Matthew 5:44-45 (NRSV)
Message: In Jesus’ most famous sermon he gives us a succinct answer to our probing of God’s justice. Jesus says that God makes the sun shine on the just and the unjust and makes it rain on the righteous and the unrighteous. Before he commands us to not retaliate revengefully against the evil of the world…he tells us to love our enemies. Ok, no one wants to accuse Jesus of being ignorant about evil. For God’s sake, Jesus died at the hands of evil. And we do not want to accuse Jesus of being an irresponsible pacifist either. But Jesus does not suggest flight or to fight in the traditional sense. He offers a third alternative that addresses evil head on…Jesus tells us to love…to return evil with good. And Jesus tells to approach the challenge in unity when facing not just our own death but also all the little deaths and perhaps especially the evil embedded in the structures of a society and even its laws. We are to have hope in this process because the day that Christ rose from the dead death died. So too the darkness in us must die. And if we make that long term commitment to God’s Kingdom day by day the darkness in us will be swallowed up in Christ’s light. We can learn from our failures, learn that a battle is not the war…that our self-image is not success…that we are here to enjoy life and its processes…that we can learn from struggle… sharing what God has made possible so others can be nourished….not that we impress but that we serve God’s purpose. So be realistic. Get your act together. People change over time. Be encouraged in the never ending forgiveness of Christ. Remember that Satan tried to get Jesus to quit. Remember that Jesus did not get lots of credit. So never underestimate the power of the Holy Spirit when it comes to God’s plan in your life. Believe that physical death comes before the resurrection for Jesus and for us too so that our soul might be saved… and it might bring forth fruit. Friends, Jesus prayed spiritual Life into existence sending sin, guilt, death into oblivion. Even as we labor in prayer let us learn the better way.
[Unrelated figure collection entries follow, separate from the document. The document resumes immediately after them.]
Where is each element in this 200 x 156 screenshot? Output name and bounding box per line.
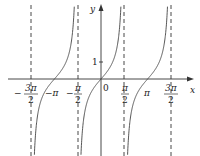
- numerator: 3π: [165, 83, 178, 93]
- x-tick-3pi-2: 3π 2: [164, 83, 178, 105]
- x-tick-neg-pi-2: − π 2: [66, 83, 82, 105]
- numerator: π: [121, 83, 129, 93]
- x-tick-pi-2: π 2: [121, 83, 129, 105]
- denominator: 2: [28, 95, 34, 105]
- denominator: 2: [75, 95, 81, 105]
- y-tick-label-1: 1: [92, 57, 98, 67]
- numerator: 3π: [25, 83, 38, 93]
- x-tick-neg-pi: −π: [45, 88, 60, 98]
- denominator: 2: [122, 95, 128, 105]
- tan-branch-right: [128, 7, 168, 155]
- neg-sign: −: [14, 88, 22, 98]
- x-axis-label: x: [190, 85, 195, 95]
- denominator: 2: [168, 95, 174, 105]
- tan-branch-left: [34, 7, 74, 155]
- origin-label: 0: [103, 83, 109, 93]
- x-tick-neg-3pi-2: − 3π 2: [14, 83, 38, 105]
- neg-sign: −: [66, 88, 74, 98]
- y-axis-label: y: [89, 4, 96, 14]
- y-axis-arrow-icon: [99, 4, 104, 11]
- x-axis-arrow-icon: [187, 77, 194, 82]
- numerator: π: [74, 83, 82, 93]
- x-tick-pi: π: [143, 88, 151, 98]
- tangent-graph: y x 1 0 − 3π 2 −π − π 2 π 2 π 3π 2: [0, 0, 200, 156]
Pray in the great mystery… the profound and troubling mystery of our birth, life, death and resurrection. Pray that though we are shaped by the earth we will be completed by the Potter in heaven. Pray we become new creatures in Christ. Pray we realize how little resurrections work and that we are just seeds that when planted and raised by the Lord live on forever. Pray that even now that our corruption be turned to incorruption, our mortality to immortality, our dishonor to glory. Pray that God would take our weakness and turn it into power, take our natural state and turn it into something spiritual. Pray Jesus becomes the head of the body and we get our act together to work in unity. Pray now that in the moment of our physical deaths the Holy Spirit will descend on each of us as it did when Jesus prayed before His baptism… as it did for the disciples gathered in the Upper Room to pray before Pentecost… as it was most assuredly present in the resurrection of Christ. Pray that the Holy Spirt would train us for this day as God helps us to overcome all the little deaths of life. Pray that the Lord’s purpose will prevail in us…that the plans of our hearts will submit to God’s peace. Pray we understand that we must die to self before we are resurrected. Pray we realize that to live, our sins need to die on the cross. Pray we learn that we do not bear fruit for the Kingdom until the seeds of our priorities, possessions and personality are broken for Christ just as His body was broken for us. Pray we realize that Jesus understands evil much better than we would like to give him credit. Pray we learn to work in unity so we do not get picked off by the enemy.